I apologize for the vagueness -- I don't have access to the code at the moment. I will give it another shot later tonight. Thanks for the advice/patience.

18
Support / Re: Performance with many objects
« on: November 05, 2010, 04:23:02 pm »
I got frustrated trying to make this work so I ended up prototyping with raw OpenGL. It works much faster with direct calls and now I'm wondering how I can reproduce these results using JPCT. My OpenGL solution uses a single display list (created via GL11.glGenLists(1)) which I reuse repeatedly (GL11.glCallList(that same id)) changing the position per cube of course.

I get up to around 10,000 cubes before performance is impacted, so I know this is possible. I'm sure there's a way to duplicate these results in JPCT with compile or clone, as you've stated above, but all of the combinations I've tried thus far haven't worked.

Long story short... what JPCT calls duplicate the display list functionality of OpenGL?

19
Support / Re: Performance with many objects
« on: November 02, 2010, 02:47:20 pm »
Excellent. I appreciate the advice. For the record I am using hardware rendering.

My current Cube implementation is something like:

Code: [Select]
class GameCube extends Object3D
{
    static Object3D MODEL = Primitives.getCube(1f);
   
    public GameCube()
    {
        super(MODEL);
    }
}

which I thought would reuse the same model, but it sounds like there's some additional steps that I need to take to make that happen. I'll report back once I've implemented the changes you've outlined.

20
Support / Performance with many objects
« on: November 02, 2010, 03:26:17 am »
Is there something I should be doing to prevent rendering objects that are not visible? In the simple demo app I've developed I build a 4x4x4 grid of cube Object3Ds, stacked into a block. That gives me around 250 FPS. If I increase the size of the stack to 16^3 or 4096 Cubes, FPS drops to about 15. I originally was doing this as a physics demo so I went ahead and disabled the physics entirely but that didn't change anything. Profiling the code indicates the bottleneck is rendering.

A lot of the cubes (the ones in the center) are not visible at all, but I imagine they are still being updated/rendered in some way?
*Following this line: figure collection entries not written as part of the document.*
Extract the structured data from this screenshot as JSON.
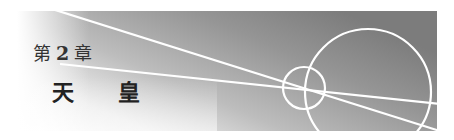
{
  "chapter": {
    "prefix": "第",
    "number": "2",
    "suffix": "章",
    "title_char_1": "天",
    "title_char_2": "皇"
  },
  "colors": {
    "panel_dark": "#7a7a7a",
    "panel_mid": "#b0b0b0",
    "panel_light": "#f4f4f4",
    "line": "#ffffff",
    "text": "#2a2a2a"
  }
}
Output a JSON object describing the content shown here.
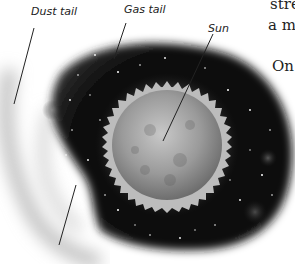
{
  "figure": {
    "labels": {
      "dust_tail": "Dust tail",
      "gas_tail": "Gas tail",
      "sun": "Sun"
    }
  },
  "body_text": {
    "line1": "stre",
    "line2": "a m",
    "line3": "On"
  },
  "colors": {
    "space": "#0a0a0a",
    "sun": "#9a9a9a",
    "corona": "#d8d8d8",
    "tail_glow": "#f2f2f2"
  }
}
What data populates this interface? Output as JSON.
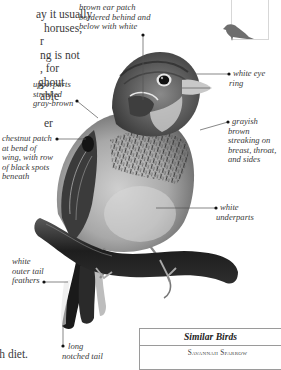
{
  "page": {
    "body_text_lines": [
      "ay it usually",
      "horuses,",
      "r",
      "ng is not",
      ", for",
      "ghout",
      "able",
      "",
      "er"
    ],
    "footer_text": "ough diet."
  },
  "figure": {
    "callouts": [
      {
        "id": "ear-patch",
        "lines": [
          "brown ear patch",
          "bordered behind and",
          "below with white"
        ]
      },
      {
        "id": "eye-ring",
        "lines": [
          "white eye",
          "ring"
        ]
      },
      {
        "id": "upperparts",
        "lines": [
          "upperparts",
          "streaked",
          "gray-brown"
        ]
      },
      {
        "id": "chestnut-patch",
        "lines": [
          "chestnut patch",
          "at bend of",
          "wing, with row",
          "of black spots",
          "beneath"
        ]
      },
      {
        "id": "breast-streaking",
        "lines": [
          "grayish",
          "brown",
          "streaking on",
          "breast, throat,",
          "and sides"
        ]
      },
      {
        "id": "underparts",
        "lines": [
          "white",
          "underparts"
        ]
      },
      {
        "id": "outer-tail",
        "lines": [
          "white",
          "outer tail",
          "feathers"
        ]
      },
      {
        "id": "tail",
        "lines": [
          "long",
          "notched tail"
        ]
      }
    ]
  },
  "thumbnail": {
    "icon": "bird-silhouette-icon",
    "color": "#6e6e6e"
  },
  "similar_birds": {
    "title": "Similar Birds",
    "items": [
      "Savannah Sparrow"
    ]
  },
  "colors": {
    "text": "#3a3a3a",
    "callout_line": "#555555",
    "box_border": "#9a9a9a"
  }
}
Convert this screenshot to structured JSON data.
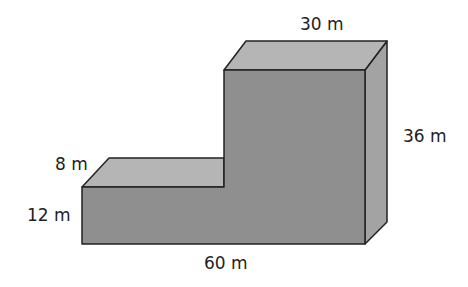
{
  "figure": {
    "colors": {
      "front": "#8f8f8f",
      "top": "#b5b5b5",
      "side": "#a3a3a3",
      "edge": "#222222",
      "background": "#ffffff"
    },
    "labels": {
      "top_width": "30 m",
      "tall_height": "36 m",
      "low_depth": "8 m",
      "low_height": "12 m",
      "total_length": "60 m"
    }
  }
}
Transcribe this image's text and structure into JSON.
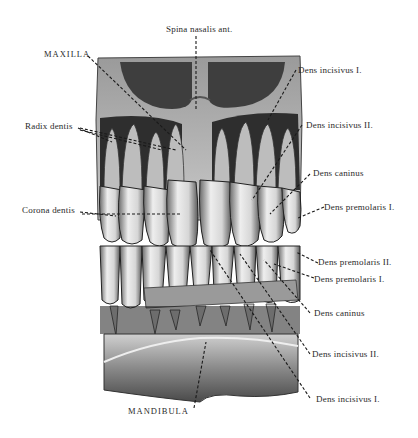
{
  "figure": {
    "type": "anatomical-illustration",
    "colors": {
      "background": "#ffffff",
      "ink": "#2a2a2a",
      "bone_dark": "#3a3a3a",
      "bone_mid": "#8a8a8a",
      "tooth_light": "#e8e8e8"
    }
  },
  "labels": {
    "spina_nasalis": "Spina nasalis ant.",
    "maxilla": "MAXILLA",
    "radix_dentis": "Radix dentis",
    "corona_dentis": "Corona dentis",
    "upper_incisivus_1": "Dens incisivus I.",
    "upper_incisivus_2": "Dens incisivus II.",
    "upper_caninus": "Dens caninus",
    "upper_premolaris_1": "Dens premolaris I.",
    "lower_premolaris_2": "Dens premolaris II.",
    "lower_premolaris_1": "Dens premolaris I.",
    "lower_caninus": "Dens caninus",
    "lower_incisivus_2": "Dens incisivus II.",
    "lower_incisivus_1": "Dens incisivus I.",
    "mandibula": "MANDIBULA"
  }
}
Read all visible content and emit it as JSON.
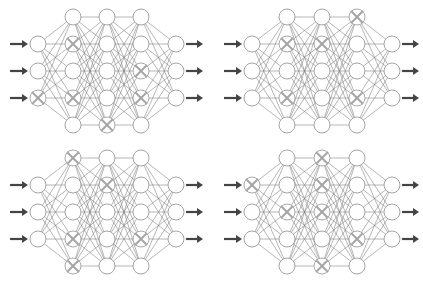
{
  "figure": {
    "colors": {
      "background": "#ffffff",
      "edge": "#7a7a7a",
      "node_stroke": "#9a9a9a",
      "dropped_mark": "#a6a6a6",
      "arrow": "#444444"
    },
    "layer_sizes": [
      3,
      5,
      5,
      5,
      3
    ],
    "node_radius": 8,
    "networks": [
      {
        "id": "top-left",
        "layer_x": [
          38,
          73,
          107,
          141,
          176
        ],
        "rows_3": [
          44,
          71,
          98
        ],
        "rows_5": [
          17,
          44,
          71,
          98,
          125
        ],
        "arrow_in_x": [
          10,
          28
        ],
        "arrow_out_x": [
          186,
          203
        ],
        "dropped": [
          [
            2
          ],
          [
            1,
            3
          ],
          [
            4
          ],
          [
            2,
            3
          ],
          []
        ]
      },
      {
        "id": "top-right",
        "layer_x": [
          252,
          287,
          322,
          357,
          392
        ],
        "rows_3": [
          44,
          71,
          98
        ],
        "rows_5": [
          17,
          44,
          71,
          98,
          125
        ],
        "arrow_in_x": [
          224,
          242
        ],
        "arrow_out_x": [
          402,
          419
        ],
        "dropped": [
          [],
          [
            1,
            3
          ],
          [
            1
          ],
          [
            0,
            3
          ],
          []
        ]
      },
      {
        "id": "bottom-left",
        "layer_x": [
          38,
          73,
          107,
          141,
          176
        ],
        "rows_3": [
          185,
          212,
          239
        ],
        "rows_5": [
          158,
          185,
          212,
          239,
          266
        ],
        "arrow_in_x": [
          10,
          28
        ],
        "arrow_out_x": [
          186,
          203
        ],
        "dropped": [
          [],
          [
            0,
            3,
            4
          ],
          [
            1
          ],
          [
            3
          ],
          []
        ]
      },
      {
        "id": "bottom-right",
        "layer_x": [
          252,
          287,
          322,
          357,
          392
        ],
        "rows_3": [
          185,
          212,
          239
        ],
        "rows_5": [
          158,
          185,
          212,
          239,
          266
        ],
        "arrow_in_x": [
          224,
          242
        ],
        "arrow_out_x": [
          402,
          419
        ],
        "dropped": [
          [
            0
          ],
          [
            2
          ],
          [
            0,
            1,
            2,
            4
          ],
          [
            3
          ],
          []
        ]
      }
    ]
  }
}
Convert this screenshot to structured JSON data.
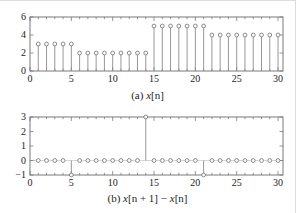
{
  "figure": {
    "background": "#ffffff",
    "axis_color": "#6b6b6b",
    "stem_color": "#8c8c8c",
    "marker_edge_color": "#6e6e6e",
    "marker_fill": "#ffffff",
    "text_color": "#1c1c1c"
  },
  "panel_a": {
    "caption_prefix": "(a)",
    "caption_var": "x",
    "caption_index": "[n]",
    "caption_full": "(a) x[n]"
  },
  "panel_b": {
    "caption_prefix": "(b)",
    "caption_var1": "x",
    "caption_index1": "[n + 1]",
    "caption_minus": "−",
    "caption_var2": "x",
    "caption_index2": "[n]",
    "caption_full": "(b) x[n + 1] − x[n]"
  },
  "chart_data": [
    {
      "type": "line",
      "plot_style": "stem",
      "title": "(a) x[n]",
      "xlabel": "",
      "ylabel": "",
      "xlim": [
        0,
        30.6
      ],
      "ylim": [
        0,
        6
      ],
      "xticks": [
        0,
        5,
        10,
        15,
        20,
        25,
        30
      ],
      "xticklabels": [
        "0",
        "5",
        "10",
        "15",
        "20",
        "25",
        "30"
      ],
      "yticks": [
        0,
        2,
        4,
        6
      ],
      "yticklabels": [
        "0",
        "2",
        "4",
        "6"
      ],
      "minor_xticks_step": 1,
      "grid": false,
      "legend": null,
      "x": [
        1,
        2,
        3,
        4,
        5,
        6,
        7,
        8,
        9,
        10,
        11,
        12,
        13,
        14,
        15,
        16,
        17,
        18,
        19,
        20,
        21,
        22,
        23,
        24,
        25,
        26,
        27,
        28,
        29,
        30
      ],
      "values": [
        3,
        3,
        3,
        3,
        3,
        2,
        2,
        2,
        2,
        2,
        2,
        2,
        2,
        2,
        5,
        5,
        5,
        5,
        5,
        5,
        5,
        4,
        4,
        4,
        4,
        4,
        4,
        4,
        4,
        4
      ]
    },
    {
      "type": "line",
      "plot_style": "stem",
      "title": "(b) x[n + 1] − x[n]",
      "xlabel": "",
      "ylabel": "",
      "xlim": [
        0,
        30.6
      ],
      "ylim": [
        -1,
        3
      ],
      "xticks": [
        0,
        5,
        10,
        15,
        20,
        25,
        30
      ],
      "xticklabels": [
        "0",
        "5",
        "10",
        "15",
        "20",
        "25",
        "30"
      ],
      "yticks": [
        -1,
        0,
        1,
        2,
        3
      ],
      "yticklabels": [
        "−1",
        "0",
        "1",
        "2",
        "3"
      ],
      "minor_xticks_step": 1,
      "grid": false,
      "legend": null,
      "x": [
        1,
        2,
        3,
        4,
        5,
        6,
        7,
        8,
        9,
        10,
        11,
        12,
        13,
        14,
        15,
        16,
        17,
        18,
        19,
        20,
        21,
        22,
        23,
        24,
        25,
        26,
        27,
        28,
        29,
        30
      ],
      "values": [
        0,
        0,
        0,
        0,
        -1,
        0,
        0,
        0,
        0,
        0,
        0,
        0,
        0,
        3,
        0,
        0,
        0,
        0,
        0,
        0,
        -1,
        0,
        0,
        0,
        0,
        0,
        0,
        0,
        0,
        0
      ]
    }
  ]
}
Is there something I should be doing to prevent this? Unless I'm mistaken I can't merge them into some united list or object, since the physics engine will be altering them individually.

Many apologies if this is obvious or has been covered. I spent about two hours trying to find a solution but nothing has worked yet so I got desperate.

edit:

Some of what I read online indicates that this type of culling is mostly unnecessary. If so, why does my performance drop so much when rendering a lot cubes? I'm not doing anything fancy like turning off back face culling.